The coffee tastes good this morning.
Outside the windows of the wee cottage, the northwoods are awake with birdsong. The garden beds are bright with color. A gentle chorus of finches, sparrows, and orioles drifts through the air while classical music wanders softly from room to room. Beyond the glass, the rising sun has painted the clouds in shades of pink and orange, as if dawn itself paused to create a watercolor before beginning the day.
I take another sip of coffee and watch the morning unfold.
Yet beneath the beauty, my thoughts are heavier today.
Perhaps it is because growing older has a way of changing the questions we ask. When we are young, we wonder what lies ahead. As the years pass, we sometimes find ourselves looking behind as often as we look forward. We carry memories, disappointments, regrets, joys, losses, and the occasional ache of realizing that some things did not turn out quite the way we hoped they would.
There are mornings when the weight of that knowing settles quietly beside us.
This is one of those mornings.
And yet, sitting here, I find my eyes drawn to the rhododendron.
Its blossoms seem almost impossible—creamy white petals touched with gold, glowing in the morning light. Their beauty appears effortless, but I know better.
The rhododendron did not become magnificent overnight.
It spent years becoming what it is.
Year after year it sent roots deeper into the earth. Through scorching summers and bitter winters, through storms and droughts, through seasons when no flowers appeared at all, it continued its slow, patient work.
When winter came, it protected itself. Its leaves curled inward against the cold, preserving life until warmer days returned.
There is wisdom in that.
As we grow older, perhaps our task is not so different.
There are seasons when we must open ourselves fully to life and seasons when we must protect what is precious within us. There are times to bloom and times simply to endure.
The world often celebrates youth because it is visible and dramatic. But age possesses a quieter beauty. It is found in roots rather than branches. It lives in understanding rather than certainty. It reveals itself in resilience rather than speed.
The rhododendron reminds me that life is not diminished by age.
It is deepened by it.
Its gnarled branches do not lessen the splendor of its blossoms. In many ways, they make the blossoms possible.
Perhaps the same is true of us.
The wrinkles, scars, disappointments, and losses we carry are not evidence that life has passed us by. They are evidence that we have lived.
And because we have lived, we are still capable of blooming.
That thought brings me to another realization.
There are times when I look at my life and see troubling conditions or unwelcome circumstances. There are moments when resignation whispers that things are simply the way they are and cannot be changed.
Yet whenever I begin to believe that, I have forgotten something important.
I have forgotten that imagination is not merely fantasy.
It is creation's first step.
The future is always born in the unseen before it arrives in the seen.
If I use my imagination to rehearse worry, fear, and disappointment, I invite those shadows into my experience. But if I use that same sacred power to envision peace, joy, friendship, purpose, healing, and possibility, I am planting entirely different seeds.
The rhododendron understands this better than we do.
Every spring it behaves as though winter never had the final word.
Every spring it believes in blossoms before blossoms appear.
Every spring it trusts the life hidden within itself.
And every spring it is rewarded.
Perhaps growing older is not about surrendering our dreams.
Perhaps it is about choosing better dreams.
Not dreams of becoming someone else.
Not dreams of reliving yesterday.
But dreams of becoming fully who we are today.
The years have taught us much. They have shown us what matters and what does not. They have revealed the preciousness of ordinary mornings, good coffee, birdsong, friendship, beauty, and love.
The years have also taught us something else:
This day is still ours.
This morning is still ours.
This moment is still ours.
And within this moment lives the same creative power that has always lived within us.
Outside, the rhododendron glows in the sunlight.
The birds continue their songs.
The clouds drift slowly across the brightening sky.
The music plays softly.
And I sit quietly with my coffee, grateful for another day, reminded that while youth may pass, growth never does.
Like the rhododendron, we are still becoming.
Still rooting.
Still blooming.
Still capable of surprising ourselves with beauty.
I take another sip of coffee.
And this day, this precious gift, has begun.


### [Task directions]
Word for word, output every line of the material below, minus pictures.

'''

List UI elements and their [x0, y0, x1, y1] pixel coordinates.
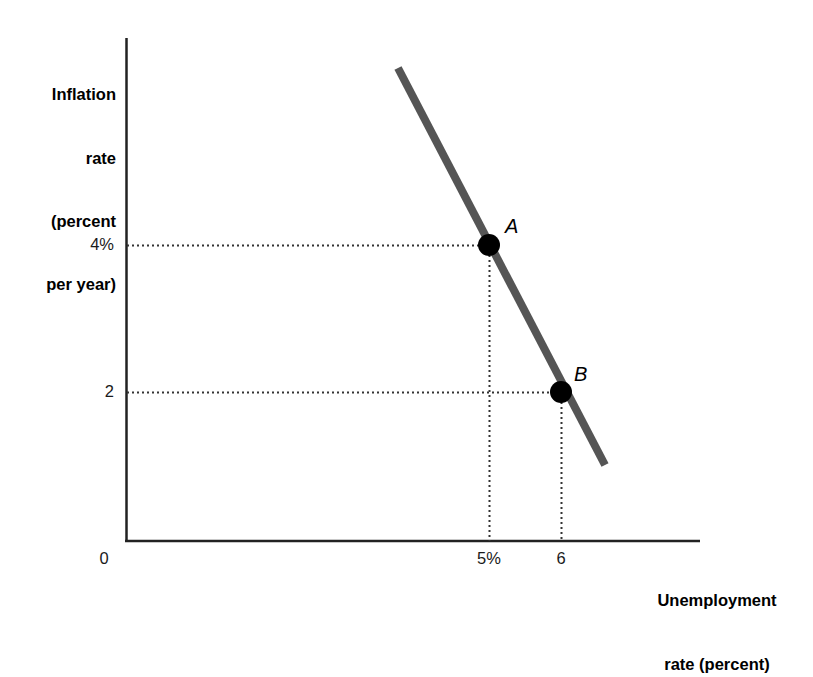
y-axis-tick-label-4-percent: 4% — [44, 235, 114, 254]
x-axis-tick-label-5-percent: 5% — [459, 549, 519, 568]
y-axis-title-line-3: (percent — [6, 211, 116, 232]
y-axis-title-line-1: Inflation — [6, 84, 116, 105]
origin-label: 0 — [84, 549, 124, 568]
phillips-curve-line — [398, 68, 605, 465]
y-axis-title: Inflation rate (percent per year) — [6, 42, 116, 338]
x-axis-tick-label-6: 6 — [531, 549, 591, 568]
x-axis-title: Unemployment rate (percent) — [624, 548, 810, 677]
data-point-b-marker — [550, 381, 572, 403]
y-axis-tick-label-2: 2 — [44, 382, 114, 401]
x-axis-title-line-2: rate (percent) — [624, 654, 810, 675]
data-point-label-a: A — [505, 215, 518, 239]
data-point-label-b: B — [574, 363, 587, 387]
y-axis-title-line-2: rate — [6, 148, 116, 169]
y-axis-title-line-4: per year) — [6, 274, 116, 295]
x-axis-title-line-1: Unemployment — [624, 590, 810, 611]
data-point-a-marker — [478, 234, 500, 256]
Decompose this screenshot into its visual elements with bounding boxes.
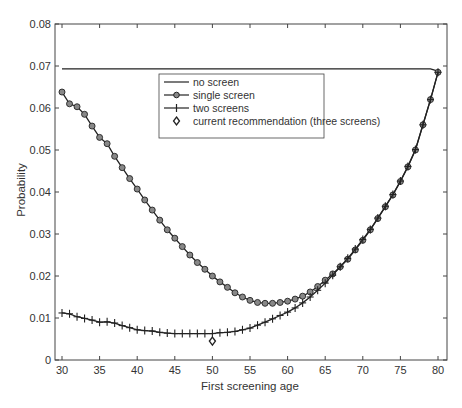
circle-marker-icon: [300, 293, 306, 299]
circle-marker-icon: [179, 244, 185, 250]
x-axis-label: First screening age: [201, 380, 299, 392]
legend-label: two screens: [193, 102, 249, 114]
circle-marker-icon: [277, 299, 283, 305]
circle-marker-icon: [232, 290, 238, 296]
probability-chart: 303540455055606570758000.010.020.030.040…: [0, 0, 462, 408]
circle-marker-icon: [82, 111, 88, 117]
circle-marker-icon: [255, 299, 261, 305]
legend-label: no screen: [193, 76, 239, 88]
x-tick-label: 55: [244, 364, 256, 376]
y-tick-label: 0.07: [30, 60, 51, 72]
y-tick-label: 0.06: [30, 102, 51, 114]
circle-marker-icon: [134, 186, 140, 192]
x-tick-label: 45: [169, 364, 181, 376]
y-tick-label: 0.03: [30, 228, 51, 240]
y-tick-label: 0.04: [30, 186, 51, 198]
circle-marker-icon: [292, 296, 298, 302]
circle-marker-icon: [127, 176, 133, 182]
x-tick-label: 40: [131, 364, 143, 376]
circle-marker-icon: [202, 266, 208, 272]
circle-marker-icon: [194, 260, 200, 266]
x-tick-label: 50: [206, 364, 218, 376]
circle-marker-icon: [224, 284, 230, 290]
x-tick-label: 80: [432, 364, 444, 376]
y-axis-label: Probability: [15, 163, 27, 217]
circle-marker-icon: [247, 297, 253, 303]
circle-marker-icon: [97, 134, 103, 140]
y-tick-label: 0.08: [30, 18, 51, 30]
circle-marker-icon: [142, 197, 148, 203]
legend-item-three-screens: current recommendation (three screens): [174, 115, 381, 127]
circle-marker-icon: [89, 123, 95, 129]
circle-marker-icon: [104, 141, 110, 147]
circle-marker-icon: [174, 92, 180, 98]
x-tick-label: 70: [357, 364, 369, 376]
circle-marker-icon: [119, 165, 125, 171]
circle-marker-icon: [59, 89, 65, 95]
x-tick-label: 60: [281, 364, 293, 376]
x-tick-label: 35: [93, 364, 105, 376]
circle-marker-icon: [285, 298, 291, 304]
legend: no screen single screen two screens curr…: [159, 74, 380, 138]
circle-marker-icon: [217, 279, 223, 285]
circle-marker-icon: [270, 300, 276, 306]
x-tick-label: 65: [319, 364, 331, 376]
circle-marker-icon: [209, 273, 215, 279]
series-no-screen: [62, 69, 438, 71]
y-tick-label: 0.02: [30, 270, 51, 282]
circle-marker-icon: [67, 101, 73, 107]
circle-marker-icon: [239, 294, 245, 300]
circle-marker-icon: [74, 104, 80, 110]
circle-marker-icon: [112, 153, 118, 159]
x-tick-label: 30: [56, 364, 68, 376]
legend-label: current recommendation (three screens): [193, 115, 380, 127]
x-tick-label: 75: [394, 364, 406, 376]
circle-marker-icon: [187, 252, 193, 258]
circle-marker-icon: [149, 207, 155, 213]
y-tick-label: 0: [45, 354, 51, 366]
y-tick-label: 0.01: [30, 312, 51, 324]
circle-marker-icon: [262, 300, 268, 306]
circle-marker-icon: [172, 235, 178, 241]
circle-marker-icon: [164, 227, 170, 233]
diamond-marker-icon: [209, 337, 215, 345]
circle-marker-icon: [157, 217, 163, 223]
y-tick-label: 0.05: [30, 144, 51, 156]
legend-label: single screen: [193, 89, 255, 101]
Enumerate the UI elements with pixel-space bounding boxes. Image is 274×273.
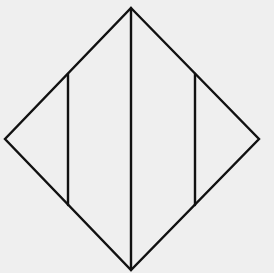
diamond-diagram xyxy=(0,0,274,273)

'''

### [Reply to the task]
List UI elements and their [x0, y0, x1, y1] pixel coordinates.
y-axis-tick-label-4-percent: 4% — [44, 235, 114, 254]
x-axis-tick-label-5-percent: 5% — [459, 549, 519, 568]
y-axis-title-line-3: (percent — [6, 211, 116, 232]
y-axis-title-line-1: Inflation — [6, 84, 116, 105]
origin-label: 0 — [84, 549, 124, 568]
phillips-curve-line — [398, 68, 605, 465]
y-axis-title: Inflation rate (percent per year) — [6, 42, 116, 338]
x-axis-tick-label-6: 6 — [531, 549, 591, 568]
x-axis-title: Unemployment rate (percent) — [624, 548, 810, 677]
data-point-b-marker — [550, 381, 572, 403]
y-axis-tick-label-2: 2 — [44, 382, 114, 401]
x-axis-title-line-2: rate (percent) — [624, 654, 810, 675]
data-point-label-a: A — [505, 215, 518, 239]
data-point-label-b: B — [574, 363, 587, 387]
y-axis-title-line-2: rate — [6, 148, 116, 169]
y-axis-title-line-4: per year) — [6, 274, 116, 295]
x-axis-title-line-1: Unemployment — [624, 590, 810, 611]
data-point-a-marker — [478, 234, 500, 256]
Decompose this screenshot into its visual elements with bounding boxes.
circle-marker-icon: [300, 293, 306, 299]
circle-marker-icon: [179, 244, 185, 250]
x-axis-label: First screening age: [201, 380, 299, 392]
legend-label: two screens: [193, 102, 249, 114]
circle-marker-icon: [277, 299, 283, 305]
circle-marker-icon: [232, 290, 238, 296]
probability-chart: 303540455055606570758000.010.020.030.040…: [0, 0, 462, 408]
circle-marker-icon: [82, 111, 88, 117]
circle-marker-icon: [255, 299, 261, 305]
legend-label: no screen: [193, 76, 239, 88]
x-tick-label: 55: [244, 364, 256, 376]
y-tick-label: 0.07: [30, 60, 51, 72]
y-tick-label: 0.06: [30, 102, 51, 114]
circle-marker-icon: [134, 186, 140, 192]
x-tick-label: 45: [169, 364, 181, 376]
y-tick-label: 0.03: [30, 228, 51, 240]
y-tick-label: 0.04: [30, 186, 51, 198]
circle-marker-icon: [292, 296, 298, 302]
circle-marker-icon: [127, 176, 133, 182]
x-tick-label: 40: [131, 364, 143, 376]
circle-marker-icon: [202, 266, 208, 272]
circle-marker-icon: [194, 260, 200, 266]
x-tick-label: 50: [206, 364, 218, 376]
circle-marker-icon: [224, 284, 230, 290]
x-tick-label: 80: [432, 364, 444, 376]
y-axis-label: Probability: [15, 163, 27, 217]
circle-marker-icon: [247, 297, 253, 303]
circle-marker-icon: [97, 134, 103, 140]
y-tick-label: 0.08: [30, 18, 51, 30]
circle-marker-icon: [142, 197, 148, 203]
legend-item-three-screens: current recommendation (three screens): [174, 115, 381, 127]
circle-marker-icon: [89, 123, 95, 129]
circle-marker-icon: [104, 141, 110, 147]
circle-marker-icon: [174, 92, 180, 98]
x-tick-label: 70: [357, 364, 369, 376]
circle-marker-icon: [119, 165, 125, 171]
circle-marker-icon: [59, 89, 65, 95]
x-tick-label: 60: [281, 364, 293, 376]
x-tick-label: 35: [93, 364, 105, 376]
circle-marker-icon: [285, 298, 291, 304]
legend: no screen single screen two screens curr…: [159, 74, 380, 138]
circle-marker-icon: [217, 279, 223, 285]
circle-marker-icon: [270, 300, 276, 306]
x-tick-label: 65: [319, 364, 331, 376]
circle-marker-icon: [209, 273, 215, 279]
series-no-screen: [62, 69, 438, 71]
y-tick-label: 0.02: [30, 270, 51, 282]
circle-marker-icon: [67, 101, 73, 107]
circle-marker-icon: [239, 294, 245, 300]
circle-marker-icon: [74, 104, 80, 110]
circle-marker-icon: [112, 153, 118, 159]
x-tick-label: 30: [56, 364, 68, 376]
legend-label: current recommendation (three screens): [193, 115, 380, 127]
x-tick-label: 75: [394, 364, 406, 376]
circle-marker-icon: [187, 252, 193, 258]
circle-marker-icon: [149, 207, 155, 213]
y-tick-label: 0: [45, 354, 51, 366]
y-tick-label: 0.01: [30, 312, 51, 324]
circle-marker-icon: [262, 300, 268, 306]
circle-marker-icon: [172, 235, 178, 241]
circle-marker-icon: [164, 227, 170, 233]
diamond-marker-icon: [209, 337, 215, 345]
circle-marker-icon: [157, 217, 163, 223]
y-tick-label: 0.05: [30, 144, 51, 156]
legend-label: single screen: [193, 89, 255, 101]
Enumerate the UI elements with pixel-space bounding boxes. Image is 274×273.
diamond-diagram xyxy=(0,0,274,273)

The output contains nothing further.